WHAT THIS TASK INVOLVES - Pictures appear among the records below and must be omitted. Repeat exactly the lines from the line with "This screenshot has height=535, width=952." to the line with "What do you see at coordinates (389, 7)", both included.

EXERCISE MATERIALS -
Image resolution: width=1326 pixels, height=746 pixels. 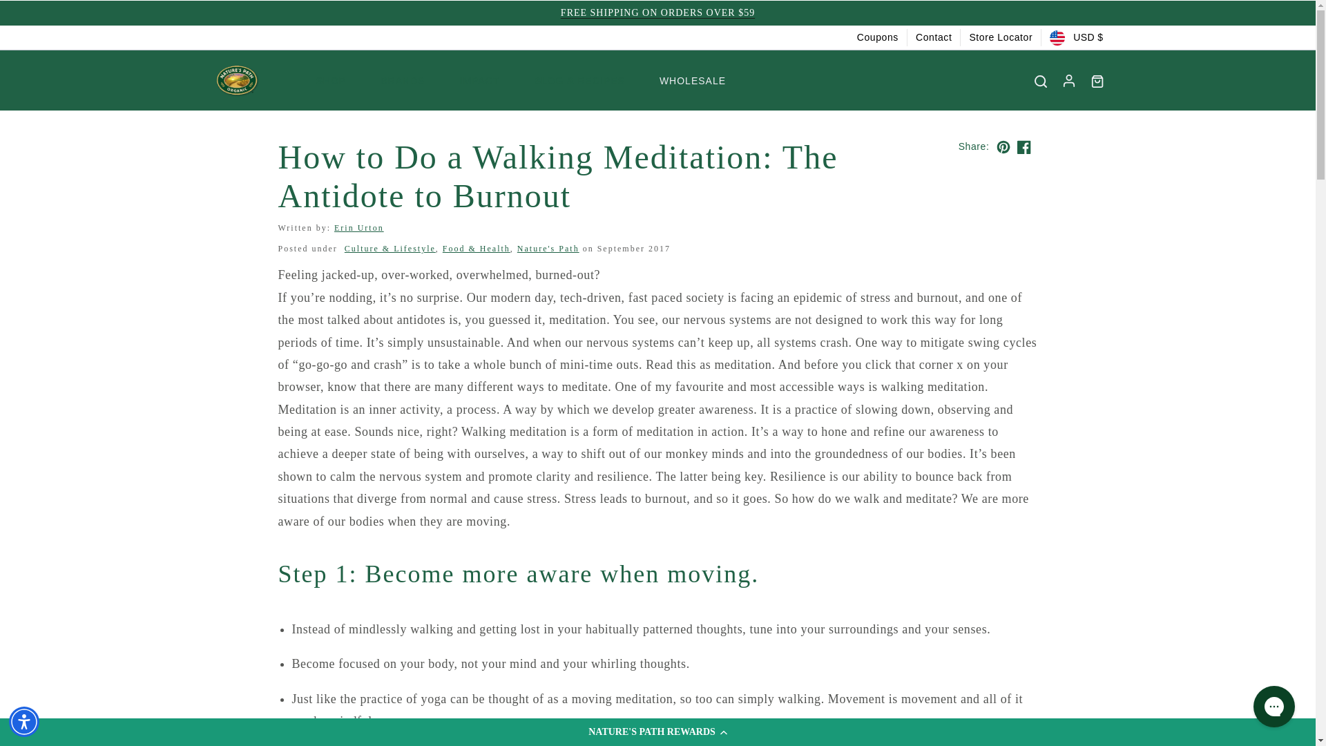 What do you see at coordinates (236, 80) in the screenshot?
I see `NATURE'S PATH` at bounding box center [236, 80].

==

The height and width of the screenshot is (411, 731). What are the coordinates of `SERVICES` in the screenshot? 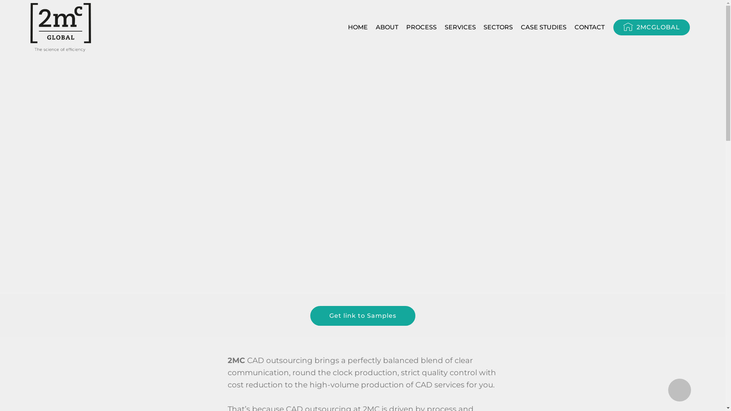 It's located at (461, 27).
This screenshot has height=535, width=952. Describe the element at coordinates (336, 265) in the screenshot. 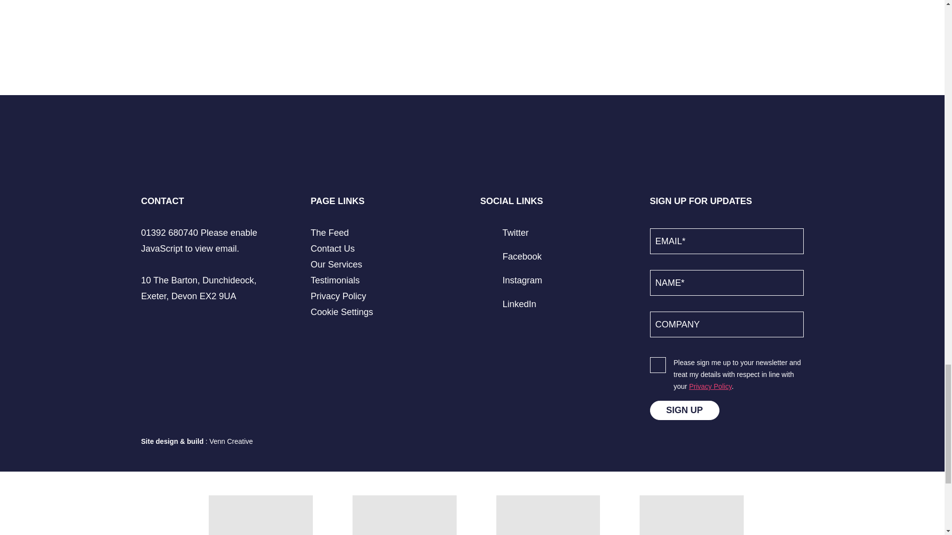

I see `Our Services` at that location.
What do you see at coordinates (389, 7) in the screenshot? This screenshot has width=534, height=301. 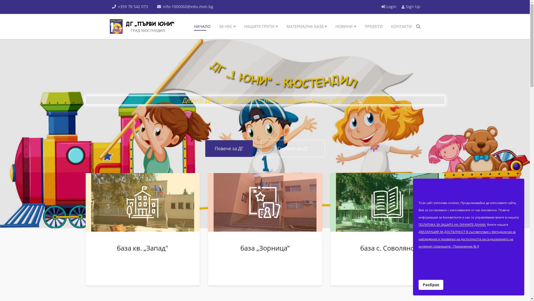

...

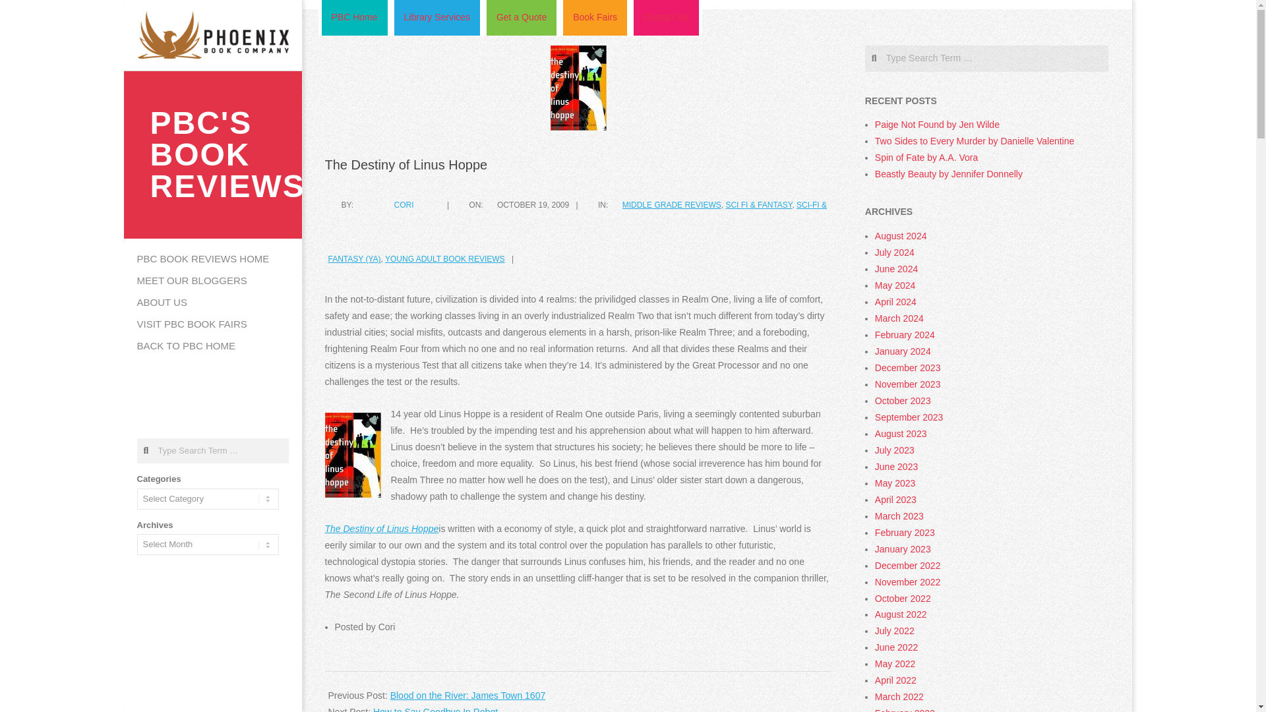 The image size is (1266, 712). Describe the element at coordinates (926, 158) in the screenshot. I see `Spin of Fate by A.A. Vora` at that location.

EXPECTED ANSWER -
This screenshot has height=535, width=952. Describe the element at coordinates (336, 265) in the screenshot. 

I see `Our Services` at that location.
What do you see at coordinates (389, 7) in the screenshot? This screenshot has width=534, height=301. 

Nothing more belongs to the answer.